NaNoWriMo 2022
High in the Sky
American Kingdom Day 40

Previous chapter:
Our plane to Tel Aviv was a lot smaller than our flight from Texas. In fact, I am sure that Business Class on this airbus was pretty much the same as Economy a few rows back with the exception that each middle seat was blocked off, leaving four seats per row, two each side of the single aisle. Spartan rather than luxurious. Then again, was I paying for this?
No.
“I’ll sit with Sergeant Wandurn,” Seth said, ushering her to the frontmost window seat, “and the rest of you can fight amongst yourselves; we have the six seats on this side of the cabin.”
“Aisle or window?” I asked Nathan.
He shrugged, so I snaffled the window. It wasn’t as if I got to look out over the Mediterranean every day, now was it?
A glass of wine was offered after we took our seats. To my surprise, Nathan waved his away. Oh, we’ll be meeting our new CO at the far end. Of course.
“Juice, please.”
“Nathan,” I said once we were airborne and the dusty landscape of central Spain was losing detail as we climbed, “I’m beginning to feel like a spare wheel here.”
“Oh,” he said, mournfully regarding the glass of water with which he was celebrating a luxury flight over an exotic landscape, “why is that, Molly?”
“Annie and Oscar are on top of the world. They have rank, professional skills, a newfound love, and a fairytale wedding in a palace tomorrow. Hazel has been thrown into a job that demands her technical skills and if she does well she’s likely to earn a medal or something from the Regent.”
“Cool. Some comms problem, is it?”
An old security lecture about ‘need to know’ surfaced in my head, breathing out a message of ‘loose lips sink ships’ before sounding into my subconscious depths.
“Yeah. I don’t have the details but I think she’ll be dropped in at the deep end. Probably being briefed by Viscount Seth right now.”
Nathan’s brow furrowed. “I’m going to have to bone up on these titles. I don’t think that’s quite right.”
“I hope there’s a library. We were supposed to get a copy of the handbook at graduation. All I have is the summary Duke Francis gave me.”
Nathan looked up at the overhead rack where our carry-on bags were stowed. “You don’t have it on you? My copy is in my duffle. Our CO will likely have some title and it would be good to get that exactly right.”
“Um, good question. I just threw everything into whichever bag was closest. I’ll have a hunt later. I don’t think we can go too far wrong if we just say Sir and My Lord to everyone.”
“Yeah. Close enough is good enough. That the attitude they teach in the Rangers?”
“I’m not in the Rangers anymore, I don’t know that I want to build a career in the Palace, and if it makes you happy, I’ll look through my bag right now.”
“I think they are going to serve dinner now, judging by the smells coming out of the galley. It’s a four-hour flight; there’s time after.” Good. The few morsels I’d lifted from Hazel’s plate had done nothing much beyond setting the juices flowing. I wanted more.
“Nathan, you wanted this posting. You’ll do well because you want to do well. You’ll be fine. I’m kind of feeling like I’m some kind of circus freak again. Everyone wanting to look at my scar and ask me what the Pearly Gates looked like.”
We were interrupted by a flight attendant asking us for meal choices — cod with vegetables and mustard sauce or spinach gnocchi — and drinks.
“Are Mr and Mrs T aboard?” Nathan enquired. He was met with a blank stare.
“He wants a Virgin Mary,” I helpfully explained. “I’d like a zero-alcohol beer, if you have something like that?”
When the drinks arrived, Nathan had a glass of tomato juice with pepper sprinkled on top and I had a can of some Italian beer labelled “Analcolic”.
“Do not say a fucking word,” I explained to him.
It wasn’t too bad, actually. Washed down my gnocchi very nicely.
Sunset arrived surprisingly early, turning the sea and clouds and islands below into a sumptuous taste of glory. I found my printout on the titles and ranks of God’s American Kingdom and we quizzed each other until Nathan the SEAL was satisfied that Molly the Ranger had reached the same standard of divine knowledge as he had.
And then we were gliding down into another airport, strange lights and signs in foreign lettering, Seth leading us through immigration where — I kid you not — our passports were examined with microscopes and then a short ride to a helicopter.
“Hot insertion,” I said to Nathan. “Soon as we hit the ground, roll out and assume a fire position.”
Next chapter:
The whole story:
Notes
No doubt about it. My pace here has slowed. But I’m now writing in my other accounts, and I’m taking the time to think more about what I’m writing.
I’m still writing on Medium and publishing as I go. There’s very little revision so far, apart from fixing a couple of errors. Essentially I’m like the old-school thriller writer inserting a roll of butchers paper into their typewriter and just writing until the story is finished.
The difference here is that one end of the roll is in the typewriter and the other is published with people all over the world reading it.
Not many, but I’m earning a few cents with each chapter.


== WHAT YOU WILL DO ==
Reproduce only this range: the line holding "This screenshot has" through the last line of the data below, both included, exactly, with no pictures.
=-=-=-=-=
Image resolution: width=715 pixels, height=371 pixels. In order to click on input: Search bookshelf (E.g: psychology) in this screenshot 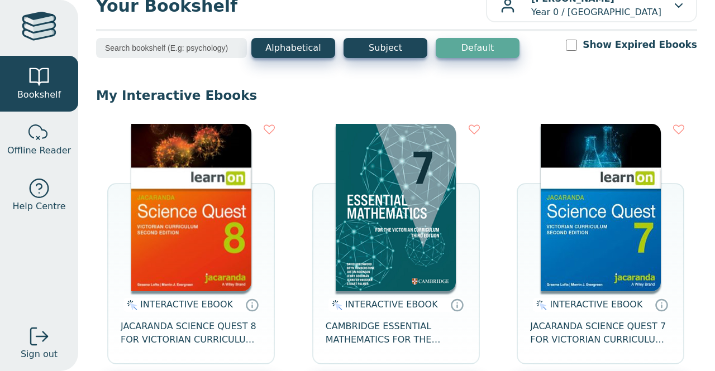, I will do `click(171, 48)`.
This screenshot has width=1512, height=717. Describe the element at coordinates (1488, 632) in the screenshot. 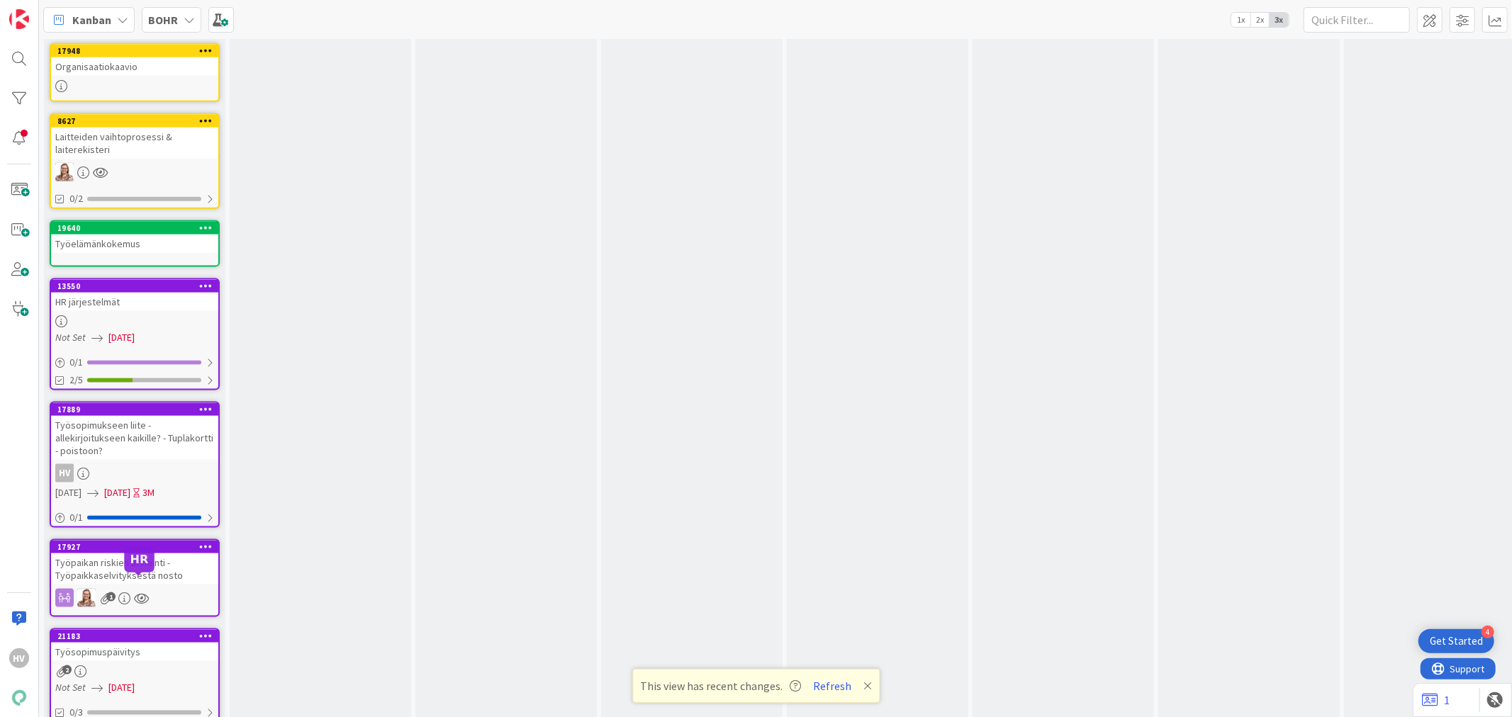

I see `div: 4` at that location.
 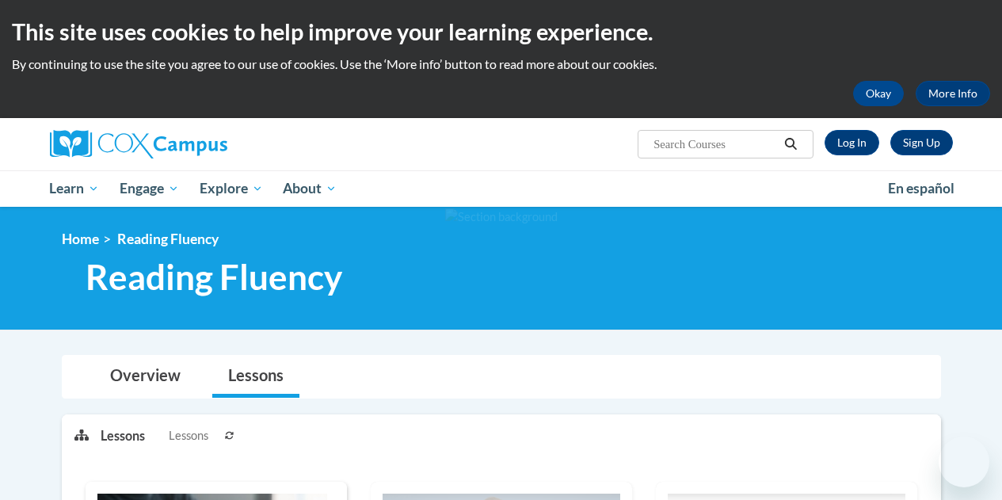 I want to click on button: Okay, so click(x=878, y=93).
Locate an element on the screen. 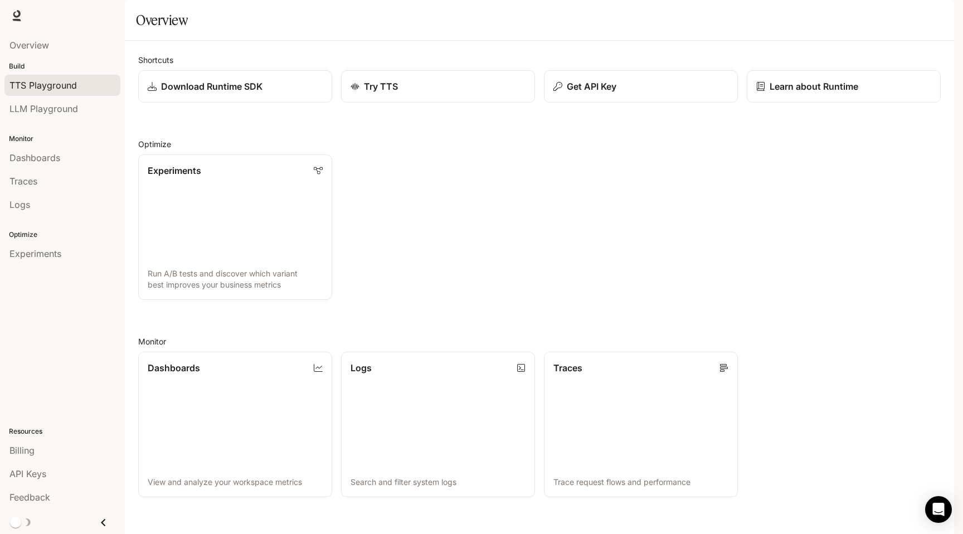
=-=-=-=-=
== RESPONSE ==
This screenshot has width=1512, height=717. Describe the element at coordinates (1488, 632) in the screenshot. 

I see `div: 4` at that location.
  I want to click on button: Okay, so click(x=878, y=93).
Locate an element on the screen. 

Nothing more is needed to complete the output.